Capillary zone electrophoresis (CZE) has become a powerful tool in separation science. Detection methods for this technique, however, have not yet matured. We describe here two axial optical detection methods with time and wavelength resolution for CZE. CZE separation of rhodamine dyes was carried o
Lamp-based wavelength-resolved fluorescence detection for protein capillary electrophoresis: Setup and detector performance
✍ Scribed by Bregje J. de Kort; Gerhardus J. de Jong; Govert W. Somsen
- Publisher
- John Wiley and Sons
- Year
- 2010
- Tongue
- English
- Weight
- 359 KB
- Volume
- 31
- Category
- Article
- ISSN
- 0173-0835
No coin nor oath required. For personal study only.
✦ Synopsis
Abstract
A lamp‐based fluorescence detection (Flu) system for CE was extended with a wavelength‐resolved (WR) detector to allow recording of full protein emission spectra. WRFlu was achieved using a fluorescence cell that employs optical fibres to lead excitation light from a Xe‐Hg lamp to the capillary window and protein fluorescence emission to a spectrograph equipped with a CCD. A 280 nm band pass filter etc. together with a 300 nm short pass cut‐off filter was used for excitation. A capillary cartridge was modified to hold the detection cell in a commercial CE instrument enabling WRFlu in routine CE. The performance of the WRFlu detection was evaluated and optimised using lysozyme as model protein. Based on reference spectral data, a signal‐intensity adjustment was introduced to correct for transmission losses in the detector optics that occurred for lower protein emission wavelengths. CE‐WRFlu of lysozyme was performed using BGEs of 50 mM sodium phosphate (pH 6.5 or 3.0) and a charged‐polymer coated capillary. Using the 3‐D data set, signal averaging over time and emission‐wavelength intervals was carried out to improve the S/N of emission spectra and electropherograms. The detection limit for lysozyme was 21 nM, providing sufficient sensitivity to obtain spectral information on protein impurities.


> TASK REQUIREMENTS
Without the images, output every record exactly as it appears.

Figure content listings:
= Beginning of Section =

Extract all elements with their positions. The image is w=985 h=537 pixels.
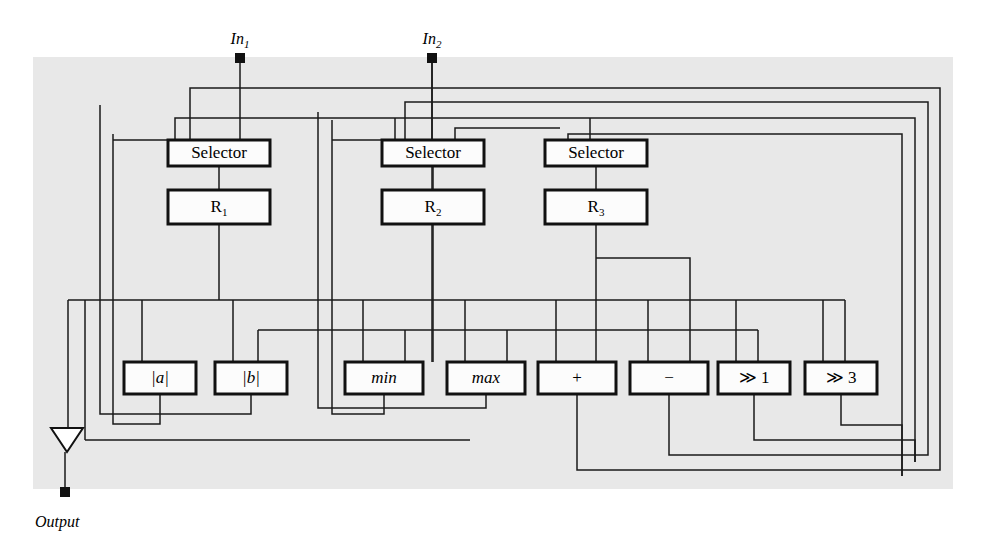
selector-1-label: Selector [191,143,247,162]
function-unit-shift-right-1[interactable]: ≫ 1 [718,362,790,394]
input-1-label: In1 [230,30,250,50]
function-unit-shift-right-3[interactable]: ≫ 3 [805,362,877,394]
function-unit-abs-a-label: |a| [151,368,169,387]
input-2-label: In2 [422,30,442,50]
input-1-pad[interactable] [235,53,245,63]
register-2[interactable]: R2 [382,190,484,224]
function-unit-max[interactable]: max [447,362,525,394]
output-pad[interactable] [60,487,70,497]
output-label: Output [35,513,80,531]
function-unit-add[interactable]: + [538,362,616,394]
figure-root: Selector Selector Selector R1 R2 R [0,0,985,537]
function-unit-max-label: max [472,368,501,387]
function-unit-abs-b[interactable]: |b| [215,362,287,394]
selector-3-label: Selector [568,143,624,162]
function-unit-sub[interactable]: − [630,362,708,394]
selector-1[interactable]: Selector [168,140,270,166]
input-2-pad[interactable] [427,53,437,63]
register-3[interactable]: R3 [545,190,647,224]
selector-2-label: Selector [405,143,461,162]
selector-2[interactable]: Selector [382,140,484,166]
function-unit-shift-right-3-label: ≫ 3 [826,368,857,387]
datapath-diagram: Selector Selector Selector R1 R2 R [0,0,985,537]
register-1[interactable]: R1 [168,190,270,224]
diagram-panel [33,57,953,489]
function-unit-shift-right-1-label: ≫ 1 [739,368,770,387]
function-unit-add-label: + [572,368,582,387]
function-unit-min-label: min [371,368,397,387]
function-unit-group: |a| |b| min max + − ≫ 1 ≫ 3 [124,362,877,394]
function-unit-sub-label: − [664,368,674,387]
function-unit-abs-b-label: |b| [242,368,260,387]
selector-3[interactable]: Selector [545,140,647,166]
selector-group: Selector Selector Selector [168,140,647,166]
function-unit-min[interactable]: min [345,362,423,394]
function-unit-abs-a[interactable]: |a| [124,362,196,394]
register-group: R1 R2 R3 [168,190,647,224]
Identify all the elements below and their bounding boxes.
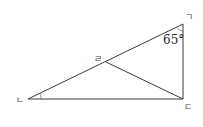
vertex-label-digeut: ㄷ — [184, 102, 192, 112]
angle-arc-nieun — [40, 93, 41, 99]
triangle-diagram: 65° ㄱ ㄴ ㄷ ㄹ — [0, 0, 203, 127]
vertex-label-rieul: ㄹ — [94, 54, 102, 64]
vertex-label-nieun: ㄴ — [16, 95, 24, 105]
angle-arc-giyeok — [177, 27, 183, 31]
angle-label-giyeok: 65° — [163, 33, 184, 47]
segment-rieul-digeut — [106, 62, 183, 99]
vertex-label-giyeok: ㄱ — [185, 12, 193, 22]
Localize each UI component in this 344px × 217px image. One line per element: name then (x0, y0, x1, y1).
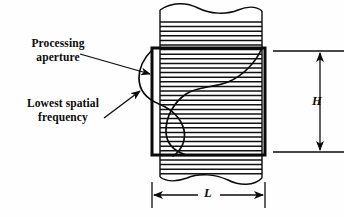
label-lowest-spatial-frequency: Lowest spatial frequency (14, 97, 112, 124)
dimension-label-h: H (312, 94, 322, 109)
figure-canvas: Processing aperture Lowest spatial frequ… (0, 0, 344, 217)
dimension-h (273, 51, 344, 152)
label-processing-aperture: Processing aperture (12, 37, 104, 64)
dimension-label-l: L (204, 186, 212, 201)
signal-strip (158, 4, 264, 185)
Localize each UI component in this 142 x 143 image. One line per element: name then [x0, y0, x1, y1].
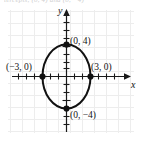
point-marker-right [87, 73, 93, 79]
x-axis-label: x [130, 79, 136, 90]
y-axis [63, 9, 70, 132]
point-label-top: (0, 4) [70, 36, 91, 47]
x-axis [12, 73, 131, 80]
point-marker-left [39, 73, 45, 79]
point-label-right: (3, 0) [91, 62, 112, 73]
coordinate-graph-figure: tercepts, (0, 4) and (0, −4) [0, 0, 142, 143]
y-axis-label: y [57, 5, 63, 16]
point-marker-bottom [63, 105, 69, 111]
point-label-left: (−3, 0) [6, 62, 32, 73]
graph-canvas: (0, 4) (3, 0) (−3, 0) (0, −4) y x [0, 0, 142, 143]
point-marker-top [63, 41, 69, 47]
point-label-bottom: (0, −4) [70, 110, 96, 121]
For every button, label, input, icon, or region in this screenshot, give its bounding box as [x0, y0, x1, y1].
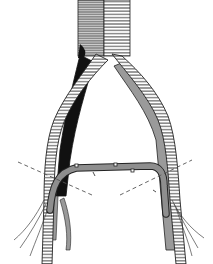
left-graft-limb [42, 54, 108, 264]
aorta [78, 0, 130, 58]
right-graft-limb [112, 54, 186, 264]
vascular-graft-illustration [0, 0, 213, 264]
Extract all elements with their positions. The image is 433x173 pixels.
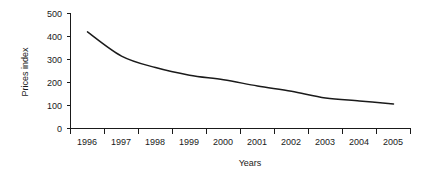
x-tick-label-1999: 1999 [179,137,199,147]
y-axis-title: Prices index [20,47,30,97]
chart-page: 500 400 300 200 100 0 1996 1997 1998 199… [0,0,433,173]
x-axis-title: Years [239,158,262,168]
x-tick-label-2003: 2003 [315,137,335,147]
x-tick-label-2000: 2000 [213,137,233,147]
y-tick-label-400: 400 [47,32,62,42]
x-tick-label-2001: 2001 [247,137,267,147]
chart-background [0,0,433,173]
y-tick-label-500: 500 [47,9,62,19]
x-tick-label-1997: 1997 [111,137,131,147]
line-chart: 500 400 300 200 100 0 1996 1997 1998 199… [0,0,433,173]
x-tick-label-2002: 2002 [281,137,301,147]
y-tick-label-0: 0 [57,124,62,134]
x-tick-label-2005: 2005 [383,137,403,147]
y-tick-label-100: 100 [47,101,62,111]
y-tick-label-300: 300 [47,55,62,65]
x-tick-label-1998: 1998 [145,137,165,147]
x-tick-label-1996: 1996 [77,137,97,147]
x-tick-label-2004: 2004 [349,137,369,147]
y-tick-label-200: 200 [47,78,62,88]
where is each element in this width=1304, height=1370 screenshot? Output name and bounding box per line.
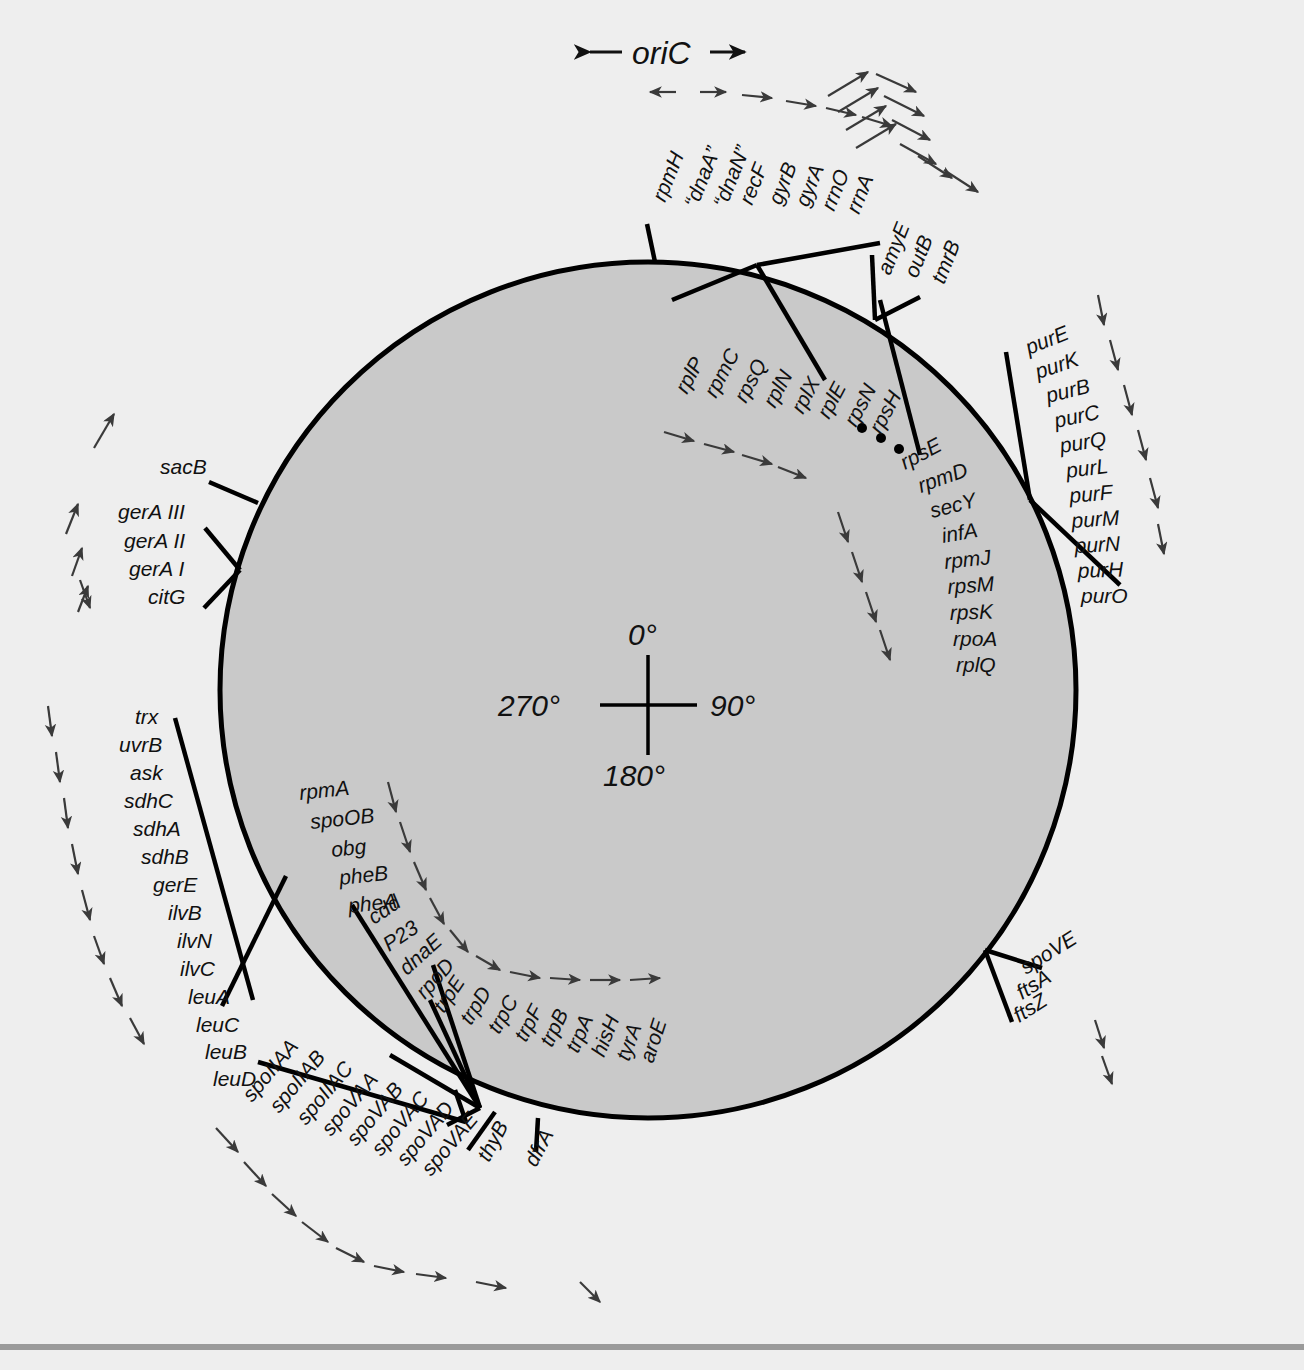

= End of Section =

> RESPONSE FOR THIS EXERCISE
Extract all elements with their positions. The image is w=985 h=537 pixels.
selector-1-label: Selector [191,143,247,162]
function-unit-shift-right-1[interactable]: ≫ 1 [718,362,790,394]
input-1-label: In1 [230,30,250,50]
function-unit-shift-right-3[interactable]: ≫ 3 [805,362,877,394]
function-unit-abs-a-label: |a| [151,368,169,387]
input-2-label: In2 [422,30,442,50]
input-1-pad[interactable] [235,53,245,63]
register-2[interactable]: R2 [382,190,484,224]
function-unit-max[interactable]: max [447,362,525,394]
output-pad[interactable] [60,487,70,497]
output-label: Output [35,513,80,531]
function-unit-add[interactable]: + [538,362,616,394]
figure-root: Selector Selector Selector R1 R2 R [0,0,985,537]
function-unit-max-label: max [472,368,501,387]
function-unit-abs-b[interactable]: |b| [215,362,287,394]
selector-3-label: Selector [568,143,624,162]
function-unit-sub[interactable]: − [630,362,708,394]
selector-1[interactable]: Selector [168,140,270,166]
input-2-pad[interactable] [427,53,437,63]
register-3[interactable]: R3 [545,190,647,224]
selector-2-label: Selector [405,143,461,162]
selector-2[interactable]: Selector [382,140,484,166]
function-unit-shift-right-3-label: ≫ 3 [826,368,857,387]
datapath-diagram: Selector Selector Selector R1 R2 R [0,0,985,537]
register-1[interactable]: R1 [168,190,270,224]
diagram-panel [33,57,953,489]
function-unit-shift-right-1-label: ≫ 1 [739,368,770,387]
function-unit-add-label: + [572,368,582,387]
function-unit-min-label: min [371,368,397,387]
function-unit-group: |a| |b| min max + − ≫ 1 ≫ 3 [124,362,877,394]
function-unit-sub-label: − [664,368,674,387]
function-unit-abs-b-label: |b| [242,368,260,387]
selector-3[interactable]: Selector [545,140,647,166]
selector-group: Selector Selector Selector [168,140,647,166]
function-unit-min[interactable]: min [345,362,423,394]
function-unit-abs-a[interactable]: |a| [124,362,196,394]
register-group: R1 R2 R3 [168,190,647,224]
Identify all the elements below and their bounding boxes.
vertex-label-digeut: ㄷ — [184, 102, 192, 112]
angle-arc-nieun — [40, 93, 41, 99]
triangle-diagram: 65° ㄱ ㄴ ㄷ ㄹ — [0, 0, 203, 127]
vertex-label-rieul: ㄹ — [94, 54, 102, 64]
vertex-label-nieun: ㄴ — [16, 95, 24, 105]
angle-arc-giyeok — [177, 27, 183, 31]
angle-label-giyeok: 65° — [163, 33, 184, 47]
segment-rieul-digeut — [106, 62, 183, 99]
vertex-label-giyeok: ㄱ — [185, 12, 193, 22]
Localize each UI component in this 344px × 217px image. One line per element: name then (x0, y0, x1, y1).
label-lowest-spatial-frequency: Lowest spatial frequency (14, 97, 112, 124)
dimension-label-h: H (312, 94, 322, 109)
figure-canvas: Processing aperture Lowest spatial frequ… (0, 0, 344, 217)
dimension-h (273, 51, 344, 152)
label-processing-aperture: Processing aperture (12, 37, 104, 64)
dimension-label-l: L (204, 186, 212, 201)
signal-strip (158, 4, 264, 185)
Localize each UI component in this 142 x 143 image. One line per element: name then [x0, y0, x1, y1].
point-marker-right [87, 73, 93, 79]
x-axis-label: x [130, 79, 136, 90]
y-axis [63, 9, 70, 132]
point-label-top: (0, 4) [70, 36, 91, 47]
x-axis [12, 73, 131, 80]
point-marker-left [39, 73, 45, 79]
point-label-right: (3, 0) [91, 62, 112, 73]
coordinate-graph-figure: tercepts, (0, 4) and (0, −4) [0, 0, 142, 143]
y-axis-label: y [57, 5, 63, 16]
point-marker-bottom [63, 105, 69, 111]
point-label-left: (−3, 0) [6, 62, 32, 73]
graph-canvas: (0, 4) (3, 0) (−3, 0) (0, −4) y x [0, 0, 142, 143]
point-marker-top [63, 41, 69, 47]
point-label-bottom: (0, −4) [70, 110, 96, 121]
For every button, label, input, icon, or region in this screenshot, give its bounding box as [x0, y0, x1, y1].
left-graft-limb [42, 54, 108, 264]
aorta [78, 0, 130, 58]
right-graft-limb [112, 54, 186, 264]
vascular-graft-illustration [0, 0, 213, 264]
Extract all elements with their positions. The image is 433x173 pixels.
x-tick-label-1999: 1999 [179,137,199,147]
y-axis-title: Prices index [20,47,30,97]
chart-page: 500 400 300 200 100 0 1996 1997 1998 199… [0,0,433,173]
x-axis-title: Years [239,158,262,168]
x-tick-label-2003: 2003 [315,137,335,147]
x-tick-label-2000: 2000 [213,137,233,147]
y-tick-label-400: 400 [47,32,62,42]
x-tick-label-2001: 2001 [247,137,267,147]
chart-background [0,0,433,173]
y-tick-label-500: 500 [47,9,62,19]
x-tick-label-1997: 1997 [111,137,131,147]
line-chart: 500 400 300 200 100 0 1996 1997 1998 199… [0,0,433,173]
x-tick-label-2002: 2002 [281,137,301,147]
y-tick-label-0: 0 [57,124,62,134]
x-tick-label-2005: 2005 [383,137,403,147]
y-tick-label-100: 100 [47,101,62,111]
y-tick-label-300: 300 [47,55,62,65]
x-tick-label-1998: 1998 [145,137,165,147]
x-tick-label-1996: 1996 [77,137,97,147]
x-tick-label-2004: 2004 [349,137,369,147]
y-tick-label-200: 200 [47,78,62,88]
where is each element in this width=1304, height=1370 screenshot? Output name and bounding box per line.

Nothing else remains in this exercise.